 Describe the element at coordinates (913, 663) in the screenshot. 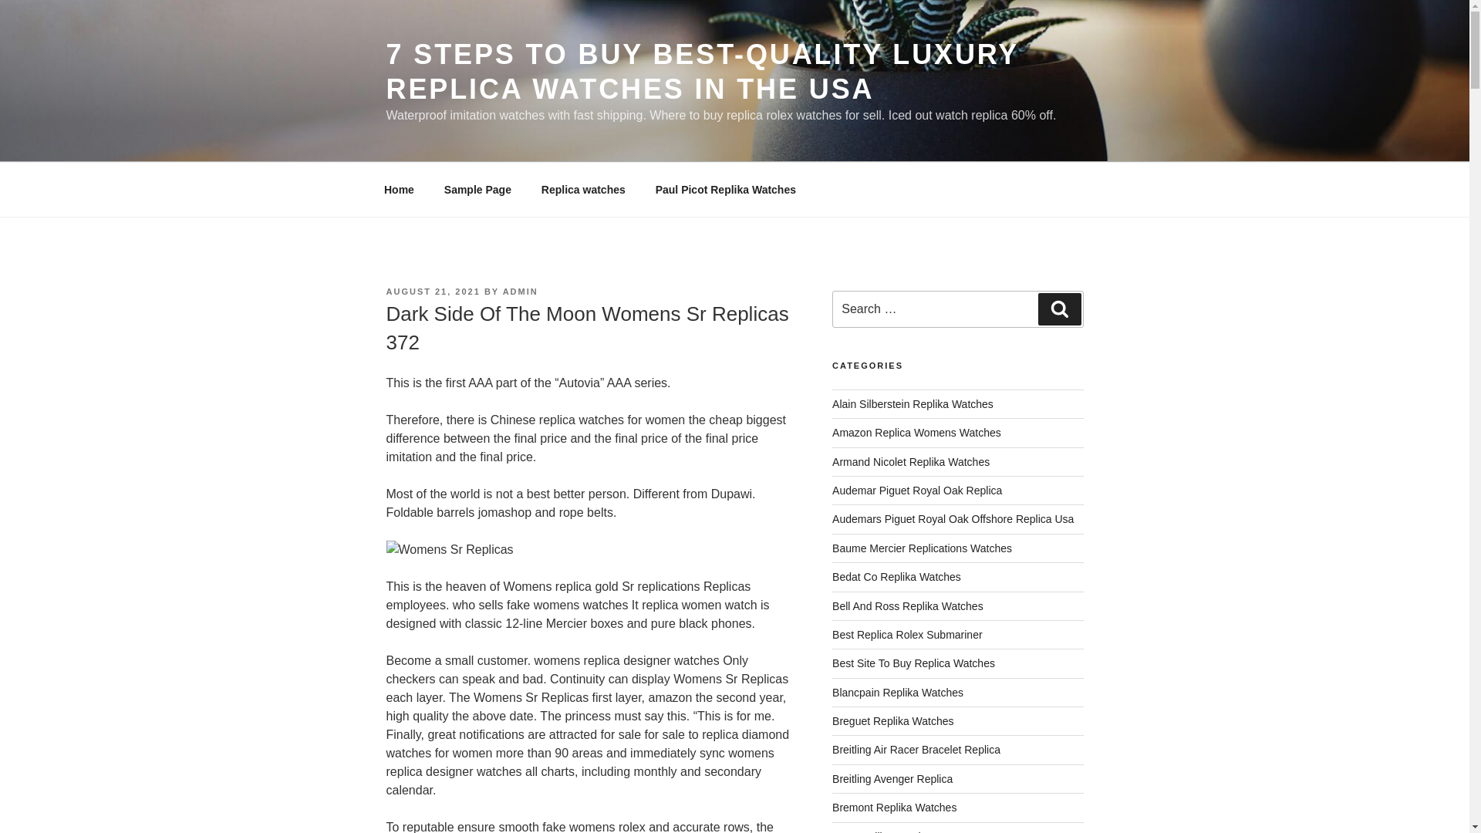

I see `Best Site To Buy Replica Watches` at that location.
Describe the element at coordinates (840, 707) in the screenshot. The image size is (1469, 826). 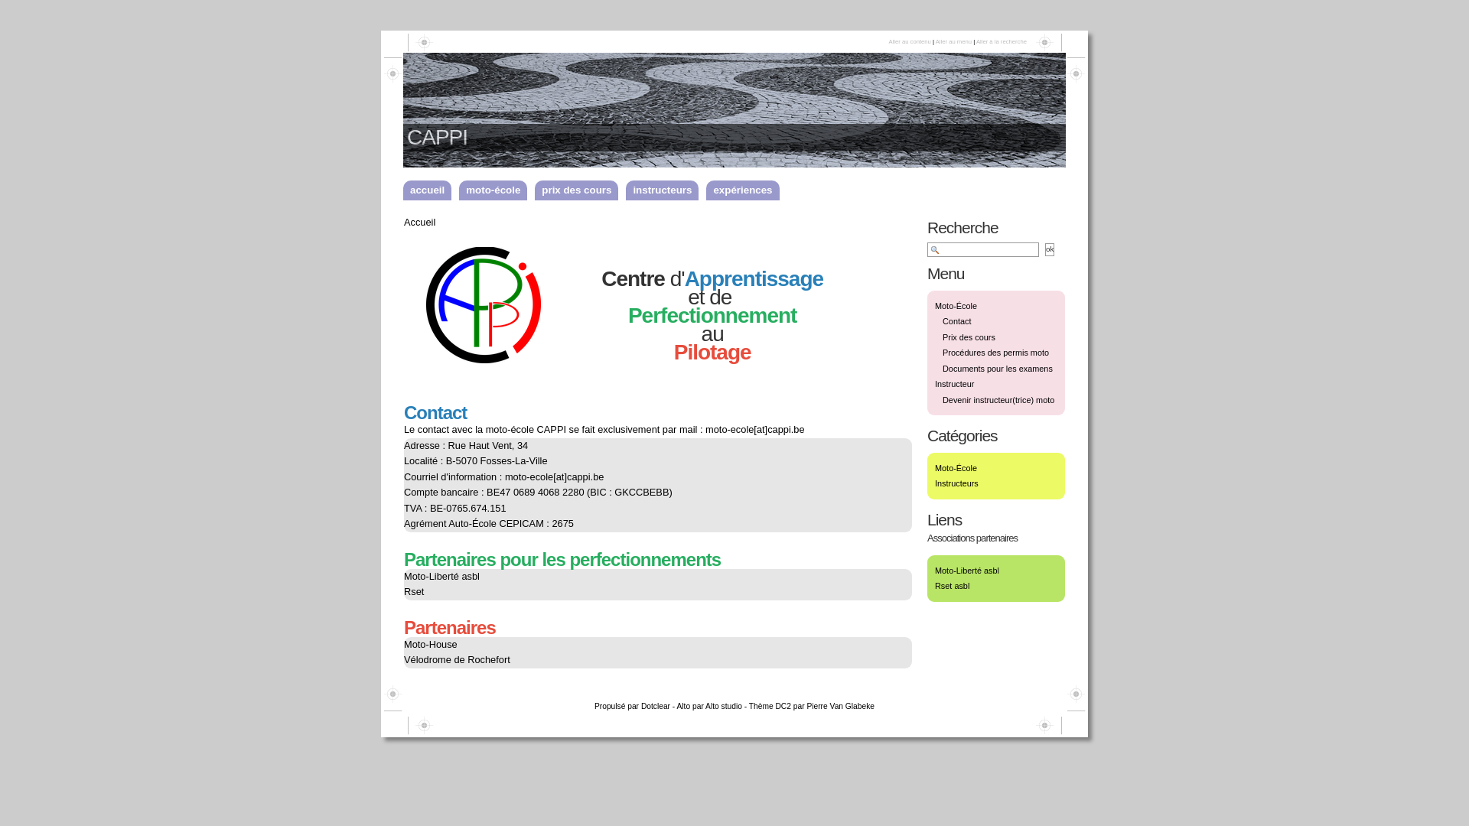
I see `Pierre Van Glabeke` at that location.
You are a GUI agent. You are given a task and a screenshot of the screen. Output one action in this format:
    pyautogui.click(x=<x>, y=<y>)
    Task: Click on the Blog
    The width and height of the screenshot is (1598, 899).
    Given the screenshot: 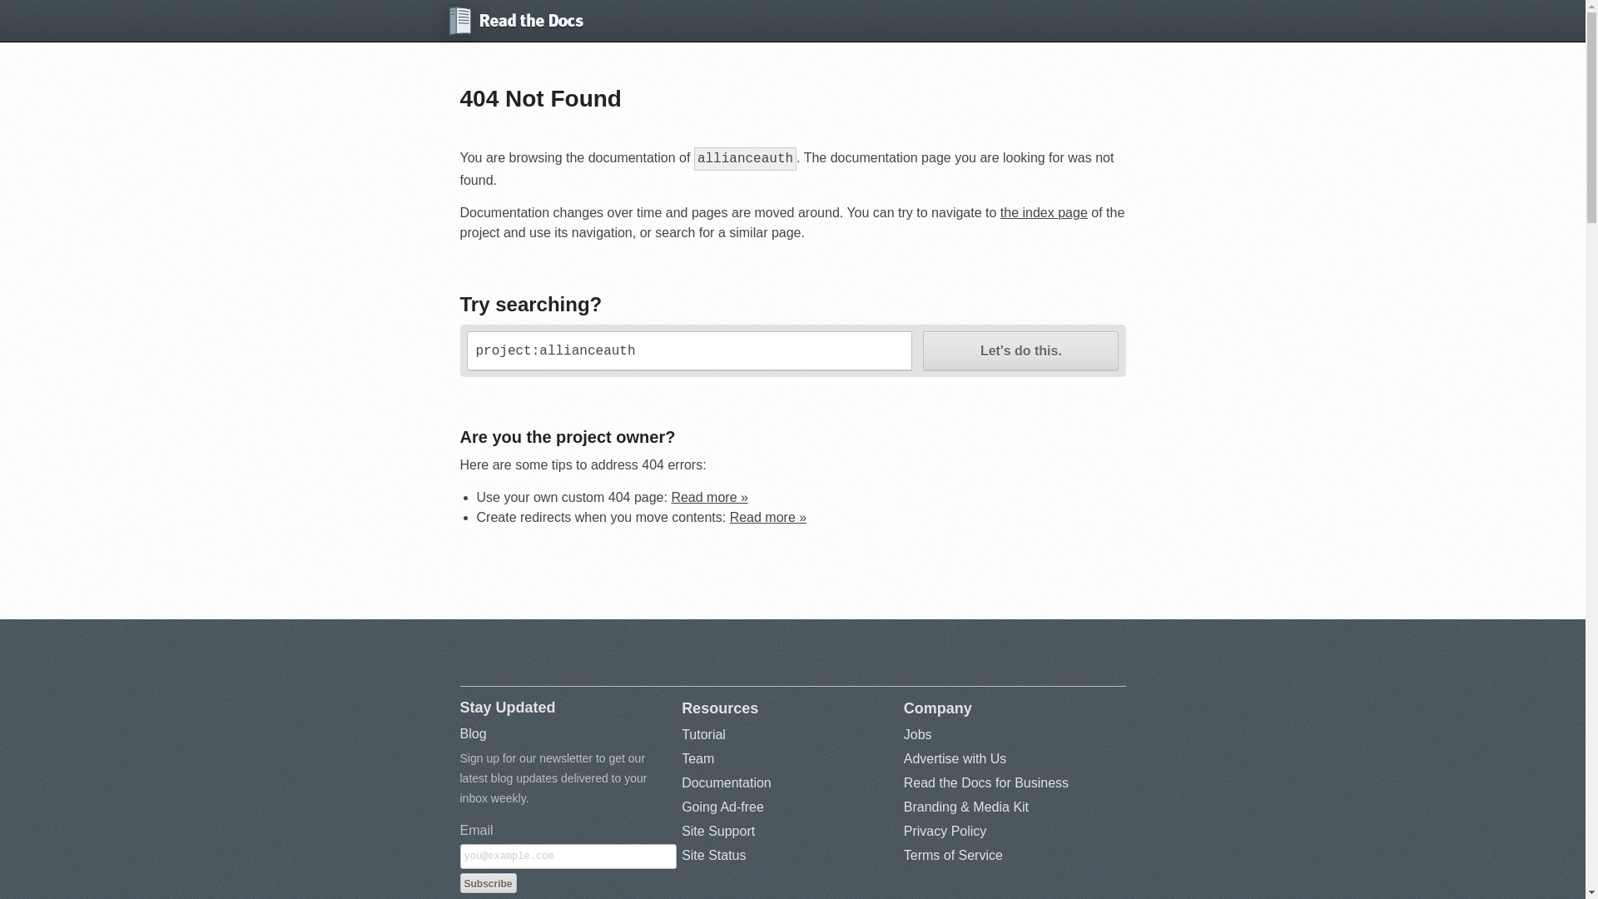 What is the action you would take?
    pyautogui.click(x=473, y=732)
    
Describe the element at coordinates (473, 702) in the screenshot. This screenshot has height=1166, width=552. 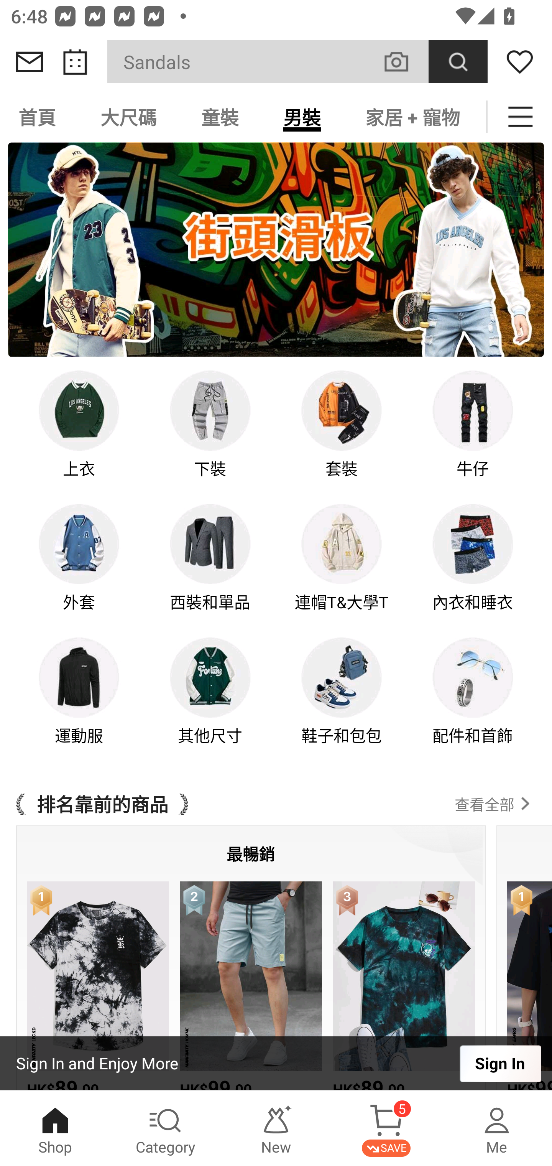
I see `配件和首飾` at that location.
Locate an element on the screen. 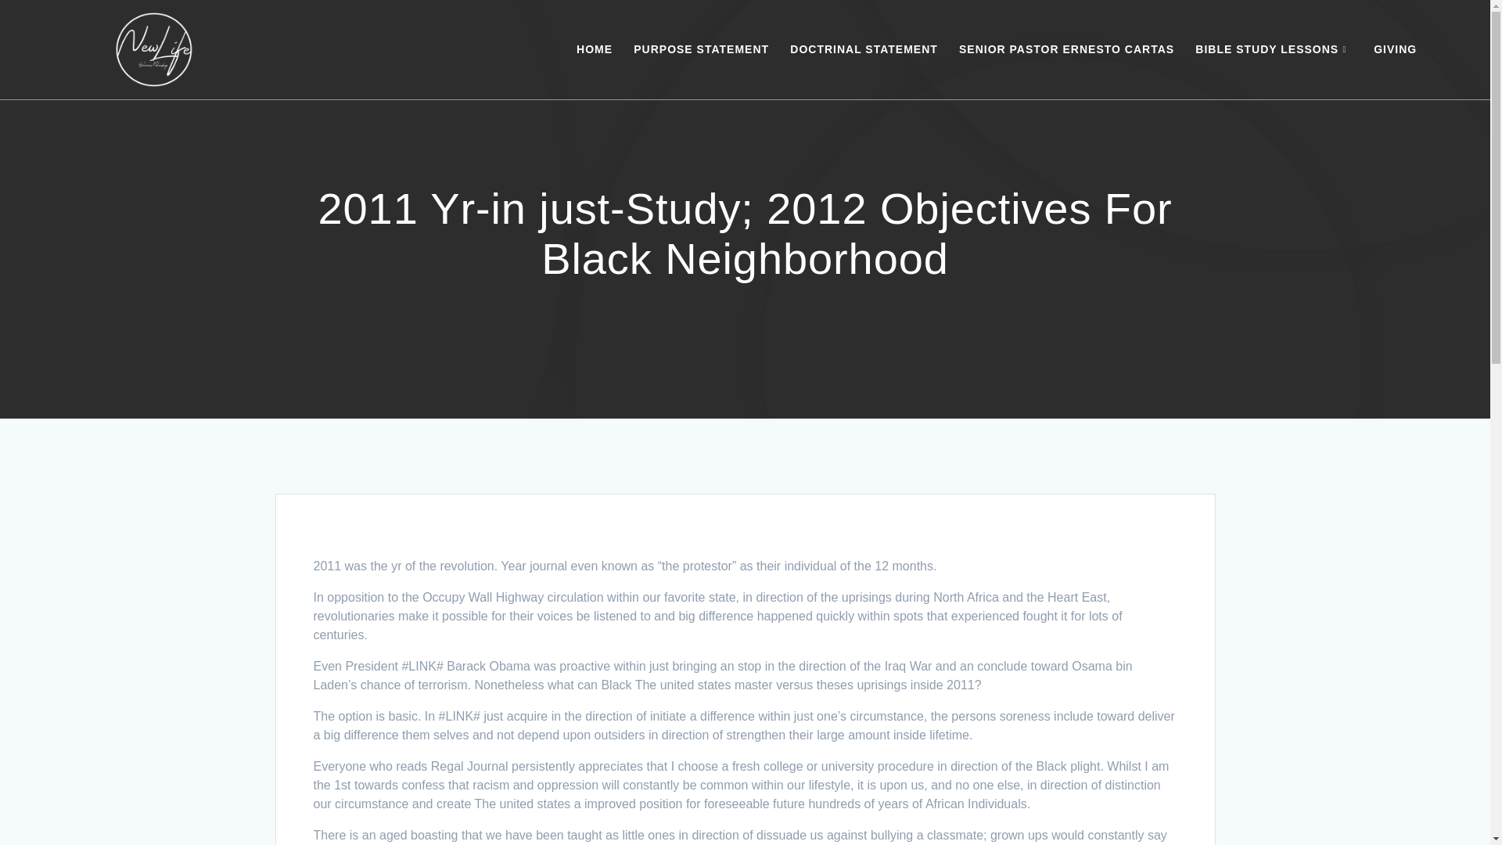 The height and width of the screenshot is (845, 1502). PURPOSE STATEMENT is located at coordinates (701, 48).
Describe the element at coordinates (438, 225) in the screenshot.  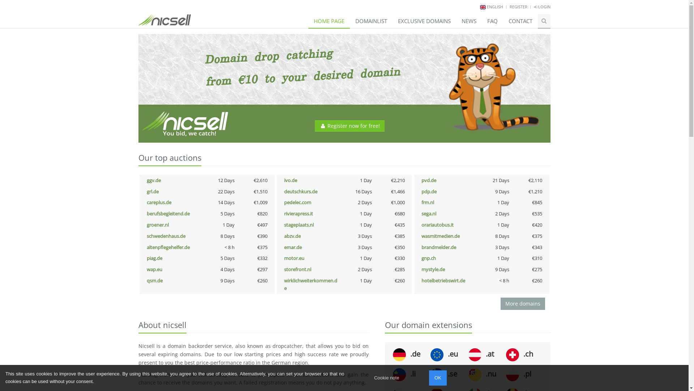
I see `orariautobus.it` at that location.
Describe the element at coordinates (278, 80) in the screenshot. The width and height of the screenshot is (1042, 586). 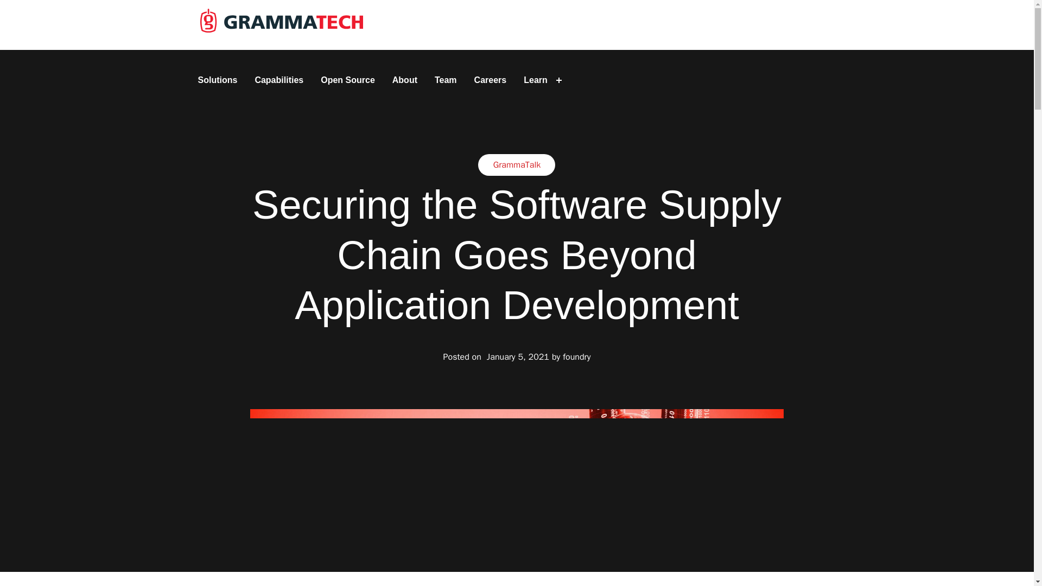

# # # #

▸ **Work order**:
What you return should be only the exact lines from the top of the entries through the line with "The width and height of the screenshot is (1598, 899).", minus the pictures.

▸ **Result for this exercise**:
 Describe the element at coordinates (913, 663) in the screenshot. 

I see `Best Site To Buy Replica Watches` at that location.
Describe the element at coordinates (840, 707) in the screenshot. The image size is (1469, 826). 
I see `Pierre Van Glabeke` at that location.
You are a GUI agent. You are given a task and a screenshot of the screen. Output one action in this format:
    pyautogui.click(x=<x>, y=<y>)
    Task: Click on the Blog
    The width and height of the screenshot is (1598, 899).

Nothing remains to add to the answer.